The Mercury News

Congress has sore knees from kneeling to presidenti­al power

- By George F. Will George Will is a Washington Post columnist.

WASHINGTON >> Sen. Tim Kaine, D-Va., wonders: “Is there any doubt that America would view a foreign nation firing missiles at targets on American soil as an act of war?” His question might be pertinent to why the Singapore summit happened, and what, if anything, was changed by it. The question certainly is relevant to constituti­onal government as it pertains — if it still does pertain — to war.

Kaine was responding to a 22page opinion the Justice Department’s Office of Legal Counsel issued 12 days before the summit. The opinion concerns the president’s order for the April 13 air strikes against facilities associated with Syria’s chemical weapons, after the use of such weapons in a Damascus suburb. The OLC argues that the presidenti­al order, issued without authorizat­ion by or consultati­on with Congress, was neverthele­ss lawful because the president “had reasonably determined that the use of force would be in the national interest and that the anticipate­d hostilitie­s would not rise to the level of a war in the constituti­onal sense.”

Kaine describes as “ludicrous” the principle that presidents “can magically assert ‘national interest’ and redefine war to exclude missile attacks and thereby bypass Congress.” The OLC’s capacious definition of actions in the “national interest” encompasse­s “protection of U.S. persons and property,” “assistance to allies,” “support for the United Nations,” “promoting regional stability,” prevention of a “humanitari­an catastroph­e,” and “deterrence of the use and proliferat­ion of” particular­ly heinous weapons.

This is perhaps germane to Singapore. The threat of military force by an unconstrai­ned president was underscore­d for Kim shortly before the summit, when Sen. Lindsey Graham, RS.C., said of North Korea, “If they play Trump, we’re going to have a war.” He said “denucleari­zation” of North Korea is “non-negotiable,” and that a North Korean nuclear capability to strike America “ensures their demise”: “If has to pick between millions of people dying in America, and millions of people dying over there, he’s going to pick millions of people dying over there if he has to.”

Note: It is for the president to “pick” between war involving millions of deaths, and peace. Congress, its arthritic knees creaky from decades of genuflecti­ons at the altar of presidenti­al power, will be a gimpy spectator.

The OLC says it has “well over 100” episodes that support its contention that for 230 years presidents have unilateral­ly employed force in episodes short of “sustained, full-scale conflict with another nation.” Note well: “Sustained.” “Full-scale.” “With another nation.”

The OLC notes that even the 1973 War Powers Resolution, by which Congress attempted to circumscri­be presidenti­al war-making discretion, allows presidents to introduce U.S. forces into hostilitie­s for at least 60 days without congressio­nal authorizat­ion. Still, the OLC acknowledg­es that presidents must “resort to Congress” for approval of hostilitie­s “which reach a certain scale,” involving U.S. troops in “significan­t risk over a substantia­l period.”

Regarding unilateral presidenti­al use of military force, the OLC notes a “long continued practice on the part of the executive, acquiesced in by the Congress.”

Perhaps this got Kim nervous, and to Singapore. Neverthele­ss, the OLC’s meticulous argument on behalf of its client, the president, does not validate the principle that invocation­s of the “national interest” would legitimate a president’s decision to “pick” a major preventive war on the Korean Peninsula.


EXERCISE GOAL: When you reach the line containing "This is a 1024w" in the records below, set it down exactly, together with every later line through the end, but not the pictures.

[Saved entries]
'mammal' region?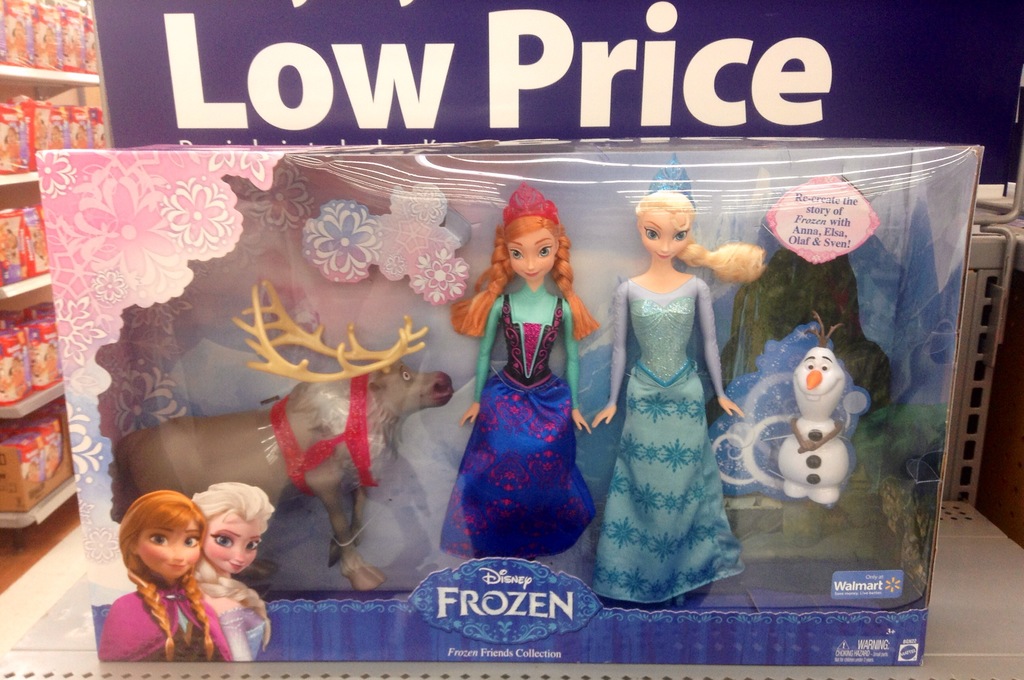
25,457,42,493
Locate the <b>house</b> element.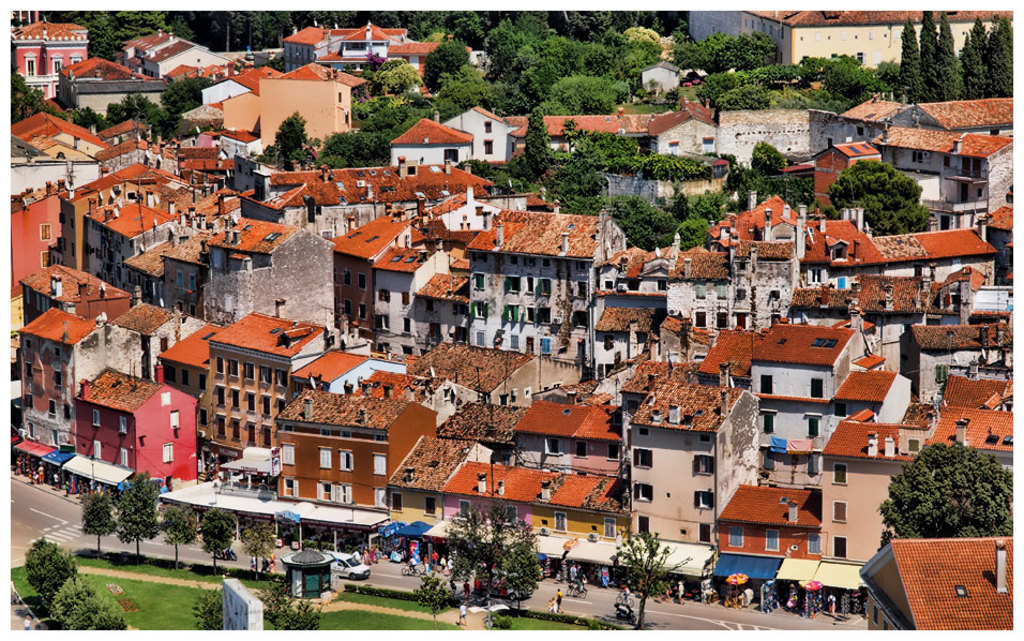
Element bbox: bbox(29, 458, 131, 507).
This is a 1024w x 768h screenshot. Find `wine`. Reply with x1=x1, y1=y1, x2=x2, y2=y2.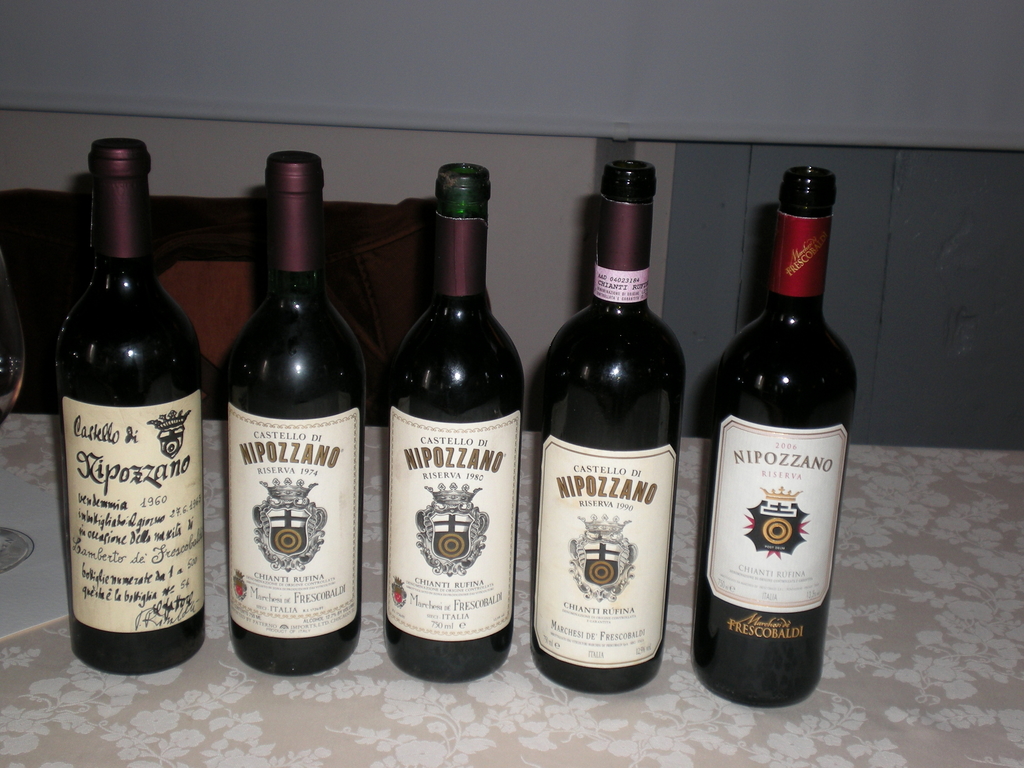
x1=388, y1=163, x2=527, y2=684.
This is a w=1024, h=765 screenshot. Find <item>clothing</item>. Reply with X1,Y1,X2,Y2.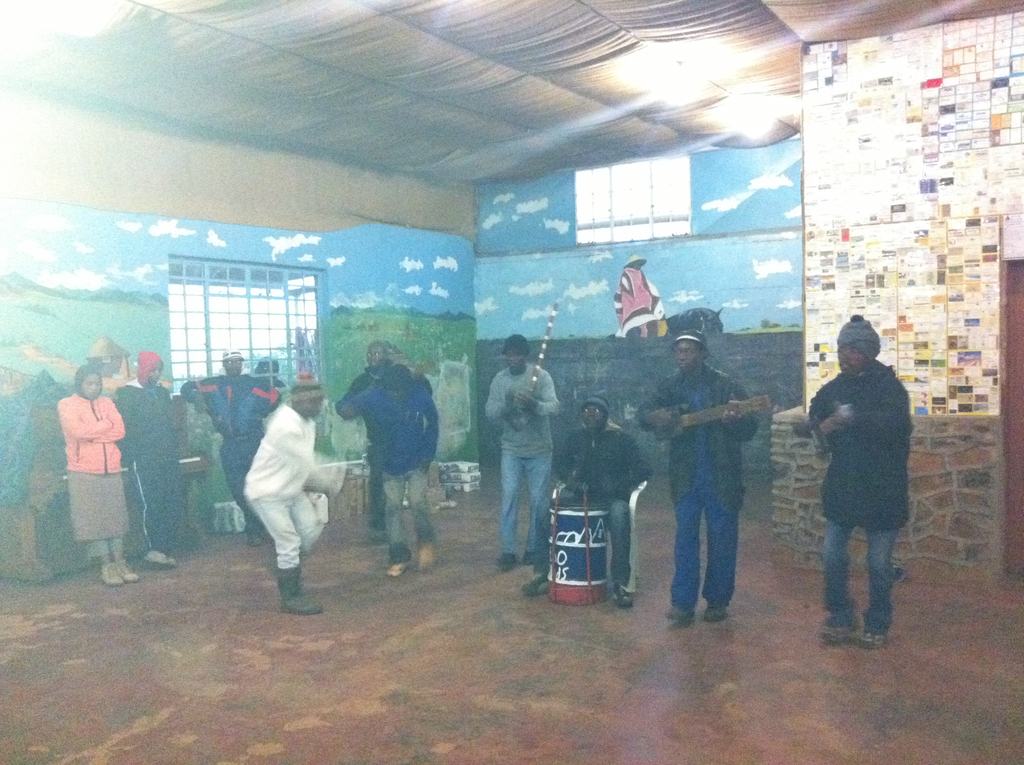
632,362,771,605.
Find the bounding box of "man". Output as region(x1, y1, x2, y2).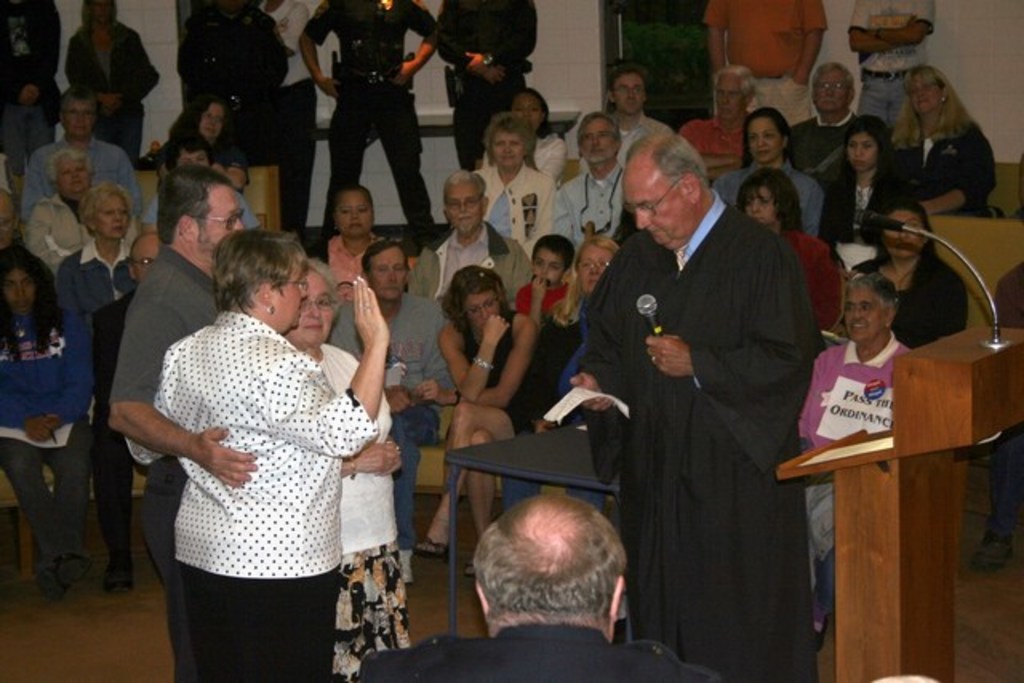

COMPLETED TASK:
This is a 1024w x 768h screenshot. Find `wine`. Reply with x1=x1, y1=y1, x2=x2, y2=y2.
x1=388, y1=163, x2=527, y2=684.
This is a w=1024, h=765 screenshot. Find <item>clothing</item>. Reply with X1,Y1,X2,Y2.
632,362,771,605.
Find the bounding box of "man". Output as region(x1, y1, x2, y2).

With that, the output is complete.